We put my mom on a plane, I think, back to visit relatives and avoid all of the chaos. Then we drove our vehicles across Louisiana and Alabama and Mississippi and back into Florida, ultimately making it back to our home after being pawed at and gawked at and surrounded like circus freaks all along Interstate 10 because we had two babies with us. Our renters had moved out a month or two before, and we naively expected to find things much as we left them.
Unfortunately, things were not quite as we left them. Things were not left in a condition that was possible to move babies into. The house didn’t look like an episode of Hoarders or anything—but it was pretty dirty and gross. I can remember Carol coming over, wonderful steadfast friend that she is, and cleaning one of the bathrooms. I remember her calling out “It looks like someone had diarrhea out the back of this toilet and never bothered to clean it up.” I think that captures it more accurately than anything other than photos. Aren’t you glad I have no photos to share with you?
Guess who was nowhere to be seen when we returned? Oddly enough, Wanda decided to make herself scarce. For about a week.
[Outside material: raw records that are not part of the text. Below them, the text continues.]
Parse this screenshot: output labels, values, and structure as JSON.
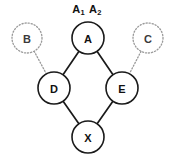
{
  "diagram": {
    "type": "lattice-graph",
    "title": {
      "full_text": "A1 A2",
      "term_1_base": "A",
      "term_1_sub": "1",
      "term_2_base": "A",
      "term_2_sub": "2"
    },
    "canvas": {
      "width": 174,
      "height": 157,
      "background_color": "#ffffff"
    },
    "colors": {
      "solid_stroke": "#1a1a1a",
      "dotted_stroke": "#9a9a9a",
      "node_fill": "#ffffff",
      "label_color": "#111111"
    },
    "nodes": [
      {
        "id": "A",
        "label": "A",
        "cx": 88,
        "cy": 38,
        "r": 16,
        "style": "solid"
      },
      {
        "id": "B",
        "label": "B",
        "cx": 27,
        "cy": 38,
        "r": 15,
        "style": "dotted"
      },
      {
        "id": "C",
        "label": "C",
        "cx": 148,
        "cy": 38,
        "r": 15,
        "style": "dotted"
      },
      {
        "id": "D",
        "label": "D",
        "cx": 54,
        "cy": 88,
        "r": 16,
        "style": "solid"
      },
      {
        "id": "E",
        "label": "E",
        "cx": 122,
        "cy": 88,
        "r": 16,
        "style": "solid"
      },
      {
        "id": "X",
        "label": "X",
        "cx": 88,
        "cy": 137,
        "r": 16,
        "style": "solid"
      }
    ],
    "edges": [
      {
        "from": "A",
        "to": "D",
        "style": "solid"
      },
      {
        "from": "A",
        "to": "E",
        "style": "solid"
      },
      {
        "from": "D",
        "to": "X",
        "style": "solid"
      },
      {
        "from": "E",
        "to": "X",
        "style": "solid"
      },
      {
        "from": "B",
        "to": "D",
        "style": "dotted"
      },
      {
        "from": "C",
        "to": "E",
        "style": "dotted"
      }
    ]
  }
}
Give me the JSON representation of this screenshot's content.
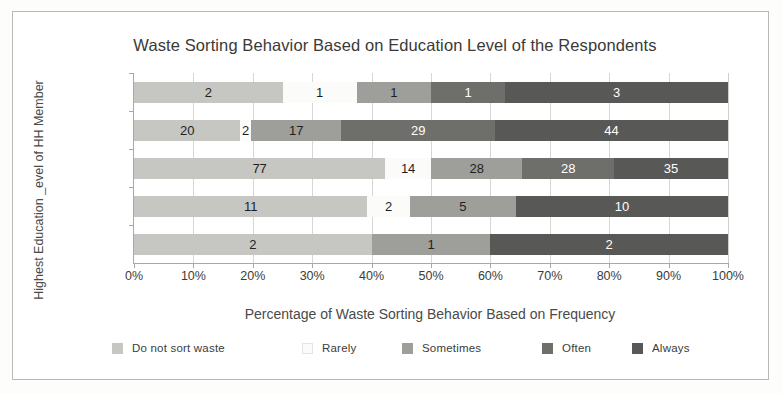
{
  "chart_data": {
    "type": "bar",
    "orientation": "horizontal",
    "stacked": true,
    "normalized": true,
    "title": "Waste Sorting Behavior Based on Education Level of the Respondents",
    "xlabel": "Percentage of Waste Sorting Behavior Based on Frequency",
    "ylabel": "Highest Education _evel of HH Member",
    "categories": [
      "SD",
      "SMP",
      "SMA",
      "D3/S1",
      "S2/S3"
    ],
    "category_order_top_to_bottom": [
      "S2/S3",
      "D3/S1",
      "SMA",
      "SMP",
      "SD"
    ],
    "xlim": [
      0,
      100
    ],
    "xticks": [
      0,
      10,
      20,
      30,
      40,
      50,
      60,
      70,
      80,
      90,
      100
    ],
    "xtick_labels": [
      "0%",
      "10%",
      "20%",
      "30%",
      "40%",
      "50%",
      "60%",
      "70%",
      "80%",
      "90%",
      "100%"
    ],
    "grid": true,
    "legend_position": "bottom",
    "series": [
      {
        "name": "Do not sort waste",
        "color": "#c6c6c2",
        "label_color": "dark",
        "values": [
          2,
          11,
          77,
          20,
          2
        ]
      },
      {
        "name": "Rarely",
        "color": "#fbfbfa",
        "label_color": "dark",
        "values": [
          0,
          2,
          14,
          2,
          1
        ]
      },
      {
        "name": "Sometimes",
        "color": "#9e9e9a",
        "label_color": "dark",
        "values": [
          1,
          5,
          28,
          17,
          1
        ]
      },
      {
        "name": "Often",
        "color": "#6e6e6b",
        "label_color": "light",
        "values": [
          0,
          0,
          28,
          29,
          1
        ]
      },
      {
        "name": "Always",
        "color": "#585856",
        "label_color": "light",
        "values": [
          2,
          10,
          35,
          44,
          3
        ]
      }
    ],
    "rows": [
      {
        "category": "S2/S3",
        "total": 8,
        "segments": [
          {
            "series": "Do not sort waste",
            "value": 2,
            "percent": 25.0
          },
          {
            "series": "Rarely",
            "value": 1,
            "percent": 12.5
          },
          {
            "series": "Sometimes",
            "value": 1,
            "percent": 12.5
          },
          {
            "series": "Often",
            "value": 1,
            "percent": 12.5
          },
          {
            "series": "Always",
            "value": 3,
            "percent": 37.5
          }
        ]
      },
      {
        "category": "D3/S1",
        "total": 112,
        "segments": [
          {
            "series": "Do not sort waste",
            "value": 20,
            "percent": 17.9
          },
          {
            "series": "Rarely",
            "value": 2,
            "percent": 1.8
          },
          {
            "series": "Sometimes",
            "value": 17,
            "percent": 15.2
          },
          {
            "series": "Often",
            "value": 29,
            "percent": 25.9
          },
          {
            "series": "Always",
            "value": 44,
            "percent": 39.2
          }
        ]
      },
      {
        "category": "SMA",
        "total": 182,
        "segments": [
          {
            "series": "Do not sort waste",
            "value": 77,
            "percent": 42.3
          },
          {
            "series": "Rarely",
            "value": 14,
            "percent": 7.7
          },
          {
            "series": "Sometimes",
            "value": 28,
            "percent": 15.4
          },
          {
            "series": "Often",
            "value": 28,
            "percent": 15.4
          },
          {
            "series": "Always",
            "value": 35,
            "percent": 19.2
          }
        ]
      },
      {
        "category": "SMP",
        "total": 28,
        "segments": [
          {
            "series": "Do not sort waste",
            "value": 11,
            "percent": 39.3
          },
          {
            "series": "Rarely",
            "value": 2,
            "percent": 7.1
          },
          {
            "series": "Sometimes",
            "value": 5,
            "percent": 17.9
          },
          {
            "series": "Always",
            "value": 10,
            "percent": 35.7
          }
        ]
      },
      {
        "category": "SD",
        "total": 5,
        "segments": [
          {
            "series": "Do not sort waste",
            "value": 2,
            "percent": 40.0
          },
          {
            "series": "Sometimes",
            "value": 1,
            "percent": 20.0
          },
          {
            "series": "Always",
            "value": 2,
            "percent": 40.0
          }
        ]
      }
    ]
  }
}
And that’s where I will leave you again. I hope to be back before 2 more months elapse. We will soon be getting into the meat of the story. I leave you in mid 1992. It only takes us until November 1st of 1994 for the police to get involved again and for things to take a turn from the annoying and slightly maddening to the truly scary and extraordinarily absurd….
Ah, Seanna, those were the days. I remember scrubbing the ceiling of that bathroom (along with every other square inch) and finally declaring it reclaimed territory for your beautiful daughters! LOL, I was heavily into disinfectants, even then. Carry on!
Posted by: Carol | September 08, 2010 at 06:35 PM
So, how did you go from the hospital job to going back to FL? Seems like much could have elapsed between the two things!
Posted by: B | September 08, 2010 at 07:56 PM
ha, beth. always so curious. and thank GOODNESS FOR CAROL!